USAID inspector general fired
Dismissal follows warning about funding oversight
The White House fired the inspector general for the U.S. Agency for International Development on Tuesday, a U.S. official said.
It comes a day after the watchdog’s office warned that the Trump administration’s dismantling of USAID had made it all but impossible to monitor $8.2 billion in humanitarian funds.
The official, who had direct knowledge of the firing, was not authorized to comment publicly and spoke on condition of anonymity.
The White House gave no reason for the firing, the official said. The dismissal was first reported by CNN.
The Trump administration’s dismantling of the U.S. Agency for International Development is stiffing American businesses on hundreds of millions of dollars in unpaid bills for work that has already been done, according to a lawsuit filed Tuesday.
The administration’s abrupt freeze on foreign aid also is forcing mass layoffs by U.S. suppliers and contractors for USAID, including 750 furloughs at one company, Washington-based Chemonics International, the lawsuit says.
“One cannot overstate the impact of that unlawful course of conduct: on businesses large and small forced to shut down their programs and let employees go; on hungry children across the globe who will go without; on populations around the world facing deadly disease; and on our constitutional order,” the U.S. businesses and organizations said.
An organization representing 170 small U.S. businesses, major suppliers, an American Jewish group aiding displaced people abroad, the American Bar Association and others joined the court challenge.
It was filed in U.S. District Court in Washington against President Donald Trump, Secretary of State Marco Rubio, acting USAID Deputy Administrator Peter Marocco, a Trump appointee who has been a central figure in hollowing out the agency, and Russell Vought, Trump’s head of the Office of Management and Budget.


Work to be completed » Hunt for the word "background" across the entries below, copying each line that holds it.

Working data: Begin

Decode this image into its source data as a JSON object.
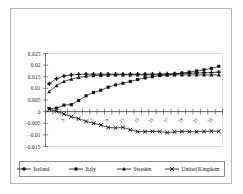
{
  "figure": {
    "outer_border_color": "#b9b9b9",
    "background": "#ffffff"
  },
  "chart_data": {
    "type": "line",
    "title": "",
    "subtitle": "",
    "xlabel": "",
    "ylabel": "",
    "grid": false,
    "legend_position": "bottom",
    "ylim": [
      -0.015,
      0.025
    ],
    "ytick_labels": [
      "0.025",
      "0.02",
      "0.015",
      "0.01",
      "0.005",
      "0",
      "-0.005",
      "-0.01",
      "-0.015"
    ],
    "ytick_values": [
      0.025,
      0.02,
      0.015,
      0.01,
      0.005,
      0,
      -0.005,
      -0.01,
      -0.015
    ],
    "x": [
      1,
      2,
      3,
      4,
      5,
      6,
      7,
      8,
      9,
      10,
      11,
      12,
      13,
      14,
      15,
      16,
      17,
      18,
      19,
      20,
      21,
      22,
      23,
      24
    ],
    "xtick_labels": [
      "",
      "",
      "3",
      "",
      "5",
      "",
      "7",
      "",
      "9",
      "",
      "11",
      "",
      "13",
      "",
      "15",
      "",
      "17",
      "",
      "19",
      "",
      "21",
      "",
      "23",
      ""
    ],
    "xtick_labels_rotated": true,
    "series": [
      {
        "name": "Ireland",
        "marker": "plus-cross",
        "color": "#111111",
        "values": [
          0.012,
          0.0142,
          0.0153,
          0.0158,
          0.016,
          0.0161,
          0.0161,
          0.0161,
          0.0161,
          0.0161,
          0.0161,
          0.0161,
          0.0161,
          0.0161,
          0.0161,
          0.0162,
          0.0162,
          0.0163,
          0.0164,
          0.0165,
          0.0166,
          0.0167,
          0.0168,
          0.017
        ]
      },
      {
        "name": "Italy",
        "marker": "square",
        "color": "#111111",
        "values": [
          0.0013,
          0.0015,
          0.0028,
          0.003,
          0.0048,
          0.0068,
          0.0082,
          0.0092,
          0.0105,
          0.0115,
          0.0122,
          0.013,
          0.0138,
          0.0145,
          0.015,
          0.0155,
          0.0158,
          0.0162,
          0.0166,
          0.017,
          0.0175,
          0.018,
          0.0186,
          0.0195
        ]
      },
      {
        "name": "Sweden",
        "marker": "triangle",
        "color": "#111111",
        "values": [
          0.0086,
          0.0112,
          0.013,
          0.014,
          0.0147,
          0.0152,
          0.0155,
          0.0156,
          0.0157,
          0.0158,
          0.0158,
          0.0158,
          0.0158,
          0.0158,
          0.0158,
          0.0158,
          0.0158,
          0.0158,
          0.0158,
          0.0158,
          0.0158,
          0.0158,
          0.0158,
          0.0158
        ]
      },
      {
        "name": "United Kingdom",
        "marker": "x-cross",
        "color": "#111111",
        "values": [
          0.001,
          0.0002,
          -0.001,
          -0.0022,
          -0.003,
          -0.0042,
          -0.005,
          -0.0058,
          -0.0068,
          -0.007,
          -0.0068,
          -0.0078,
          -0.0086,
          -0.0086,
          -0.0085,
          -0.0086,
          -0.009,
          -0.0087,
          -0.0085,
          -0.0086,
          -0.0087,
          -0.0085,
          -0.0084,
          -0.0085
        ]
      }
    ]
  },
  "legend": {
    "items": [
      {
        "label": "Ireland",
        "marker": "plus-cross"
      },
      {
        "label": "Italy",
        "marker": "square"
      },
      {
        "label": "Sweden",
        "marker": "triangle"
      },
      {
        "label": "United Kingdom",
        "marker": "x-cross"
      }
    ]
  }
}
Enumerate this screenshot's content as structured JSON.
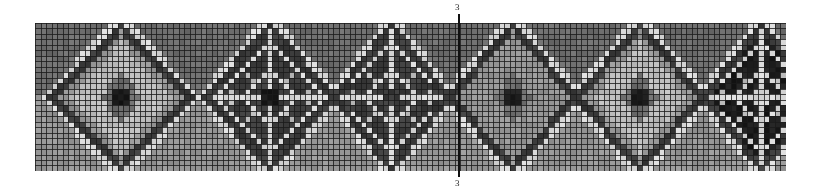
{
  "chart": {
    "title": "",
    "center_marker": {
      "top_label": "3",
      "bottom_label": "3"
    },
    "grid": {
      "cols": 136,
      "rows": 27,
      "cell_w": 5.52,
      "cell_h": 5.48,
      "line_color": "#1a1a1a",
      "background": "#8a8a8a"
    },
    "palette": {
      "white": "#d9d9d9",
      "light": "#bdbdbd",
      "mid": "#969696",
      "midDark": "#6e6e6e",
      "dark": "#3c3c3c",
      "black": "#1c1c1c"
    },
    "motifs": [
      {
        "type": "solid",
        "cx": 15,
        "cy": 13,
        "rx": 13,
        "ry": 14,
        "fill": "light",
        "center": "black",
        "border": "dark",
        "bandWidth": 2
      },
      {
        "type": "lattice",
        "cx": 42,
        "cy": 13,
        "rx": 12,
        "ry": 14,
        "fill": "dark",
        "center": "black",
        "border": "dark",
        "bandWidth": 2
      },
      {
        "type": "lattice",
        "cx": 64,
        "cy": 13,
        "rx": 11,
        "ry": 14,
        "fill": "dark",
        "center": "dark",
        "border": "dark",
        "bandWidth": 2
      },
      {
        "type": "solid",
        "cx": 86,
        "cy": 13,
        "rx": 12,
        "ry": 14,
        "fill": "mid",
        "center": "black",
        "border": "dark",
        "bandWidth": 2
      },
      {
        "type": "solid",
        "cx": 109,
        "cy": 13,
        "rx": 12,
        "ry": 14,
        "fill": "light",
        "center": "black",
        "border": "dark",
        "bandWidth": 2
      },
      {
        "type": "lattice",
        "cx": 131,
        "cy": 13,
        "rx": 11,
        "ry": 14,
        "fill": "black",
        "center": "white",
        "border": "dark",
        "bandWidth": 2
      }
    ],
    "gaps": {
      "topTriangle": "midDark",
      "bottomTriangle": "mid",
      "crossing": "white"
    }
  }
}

Working data: End

Result »
    "background": "#ffffff"
      "background": "#8a8a8a"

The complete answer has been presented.